The courses are delivered by Mentally Healthy Workplaces and Healthy Working Lives, and the next one takes place in Shetland on the 2nd and 3rd of October.

Ofsted Guidance to Help Pupils Achieve

In a bid to help schools to pass inspections with flying colours and assist their pupils to achieve all that they are capable of, Ofsted have produced three free reports.

Getting to good: how headteachers achieve success; The Pupil Premium; and Improving schools: a guide to recent Ofsted reports to support school improvement are all intended to help schools to meet the necessary standards to get 'good' or 'outstanding' reports when they are inspected. They are available to download for free on the Ofsted website.

“Elf 'n' Safety” Plant Pot Puzzle

In this week's “elf 'n' safety gone mad” story, the Daily Mail reported that families were banned from putting plant pots on the graves of their departed loved ones, over fears a groundsman could be injured by flying shards of terracotta while mowing the grass.

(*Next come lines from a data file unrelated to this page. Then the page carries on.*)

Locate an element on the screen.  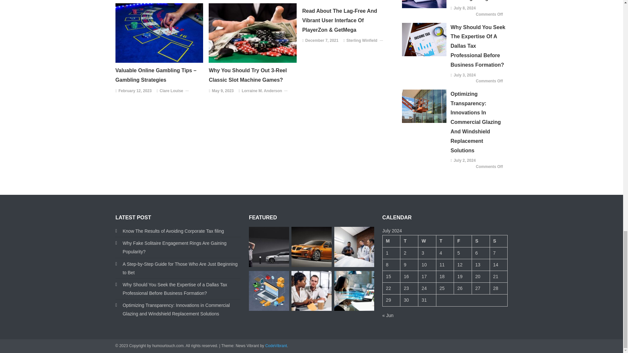
Thursday is located at coordinates (444, 241). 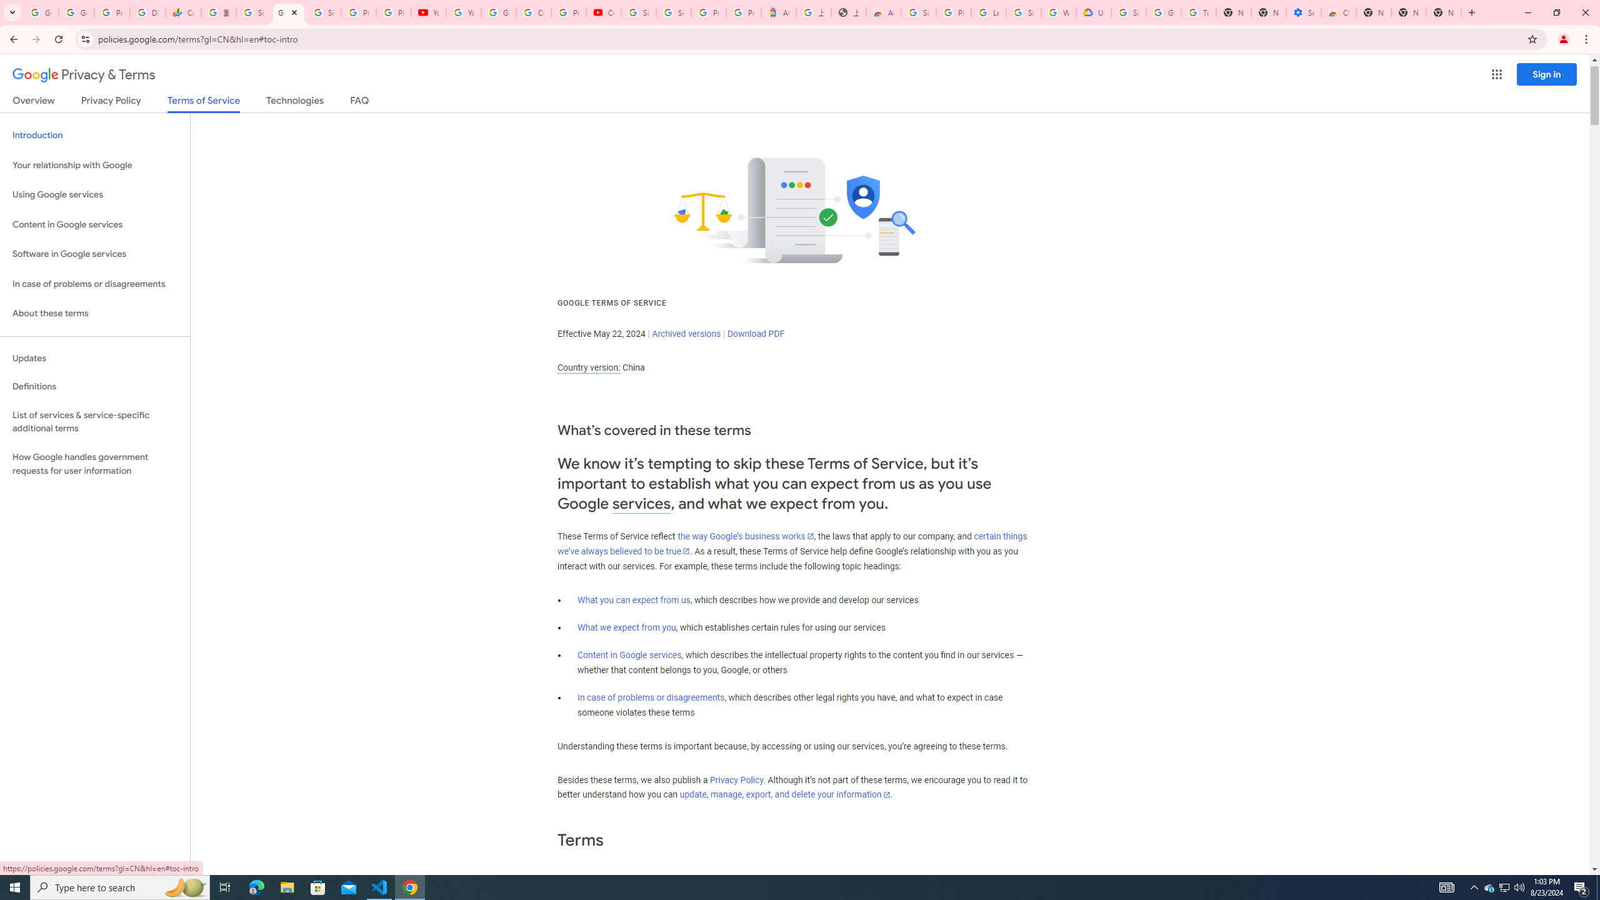 What do you see at coordinates (183, 12) in the screenshot?
I see `Currencies - Google Finance` at bounding box center [183, 12].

The article went on to explain how St Mary’s Church in Dedham in Essex had removed plant pots from graves, for fear that they would cause injuries.

The Health and Safety Executive (HSE) have gone on to clarify the matter, explaining that the rules in question were nothing to do with them but were, in fact, the Church of England's own Churchyard Regulations.

A spokesperson from the HSE said, "Churchyard Regulations are decided by the diocese  advisory board, with each diocese creating its own regulations, and as such are not reflective of existing British health and safety legislation.